>Learn basic graphic design. Not so much how to draw things or create your own artistic images (I'm hopeless in that regard),
This is called illustration, not graphic design. However,
> ..but how to use whitespace, how fonts work together, what a good color scheme looks like. Find web pages and book covers that you like and deconstruct them. Take the scary step of starting with a blank page and arranging colors and fonts and text boxes on it. Hands-on experimentation is the only way to get better at this.
Your description of graphic design is quite spot on. I would also recommend using a pen and paper, and trying to draw an UI with those—the most basic you can get without getting tangled into specialty–tools such as Illustrator and else. If you end up with an UI you are satisfied with, draw the next screen, i.e. what happens when an user clicks a button. Do a few of these and get an user to use it, when he clicks on something, replace the page. It's funny, but it works: it's called paper prototyping, the easiest and cheapest (both time and cost) way to get valid, useful feedback on design of user interfaces.
This is great advice, paper prototyping is really under utilized technique. It is really good way to concentrate on the interactions without getting too bogged down with details.
all it takes is reading a review of OS X or Windows where hundreds of words are devoted to incremental adjustments to the Start menu and dock to realize those fluffy details aren't so fluffy after all. They matter.
Yes, they matter very much, and yes there are some things you can nail down in the UI arena; but point number two (confusing OS with UI) is very cogent, especially for computer science. Please don't muddy the waters in CS curricula anymore than they have been. This kind of stuff is CS, but it does not belong in a proper OS course. It belongs in a UI or human factors course (which I do think more people would benefit from than an OS course; most people aren't going to be working on OS level stuff, even if understanding would help them be better programmers).
Agreed. I don't really get the point of this post. Understanding OS fundamentals shouldn't be conflated with understanding interaction design principles. They're related, sure, but their cores are not. Talking about OS UI design principles would be relevant at the end of the course in order to demonstrate some of the concepts learned.
These are good points, but, not computer science. These are HCI. Maybe a HCI course should be a required part of CS curricula. That can be debated. I don't see anything wrong with it.
Anyway. "Foster a minimalist aesthetic".
Why? Why not baroque? Why not "classical" ala Mt. Vernon?
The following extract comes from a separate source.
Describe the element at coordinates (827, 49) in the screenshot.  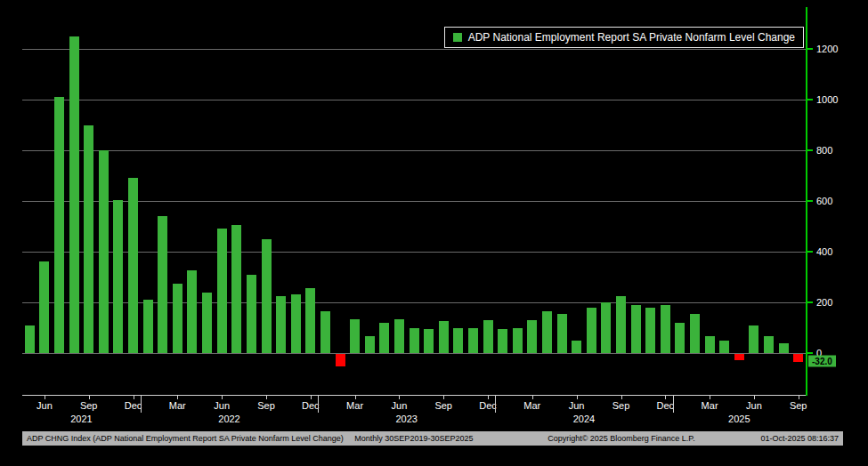
I see `y-tick-label: 1200` at that location.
Why minimalism?
One of the courses I took as an elective in my first semester in a Master's in CS program was a course in Human-Computer Interaction, which included user testing off-campus.
It was the second-most useful course I took, after a great "studio-format" software engineering course, which itself emphasized a number of soft skills such as writing and presenting.
It would be interesting if an operating systems course covered these things, but I think what you are looking for is a Human-Computer Interaction (HCI) course.
My university offers one or two, but I don't know how common this is across other institutions.
It's true that dividing labor that way is necessary to get projects of any significant size to work.
On the other hand, I think the level of understanding gained by walking in ux and graphic designers' shoes the way that the article describes would be a great boon for engineers whose work affects and is affected by the work of such folk.
This is called illustration, not graphic design. However,
> ..but how to use whitespace, how fonts work together, what a good color scheme looks like. Find web pages and book covers that you like and deconstruct them. Take the scary step of starting with a blank page and arranging colors and fonts and text boxes on it. Hands-on experimentation is the only way to get better at this.
Your description of graphic design is quite spot on. I would also recommend using a pen and paper, and trying to draw an UI with those—the most basic you can get without getting tangled into specialty–tools such as Illustrator and else. If you end up with an UI you are satisfied with, draw the next screen, i.e. what happens when an user clicks a button. Do a few of these and get an user to use it, when he clicks on something, replace the page. It's funny, but it works: it's called paper prototyping, the easiest and cheapest (both time and cost) way to get valid, useful feedback on design of user interfaces.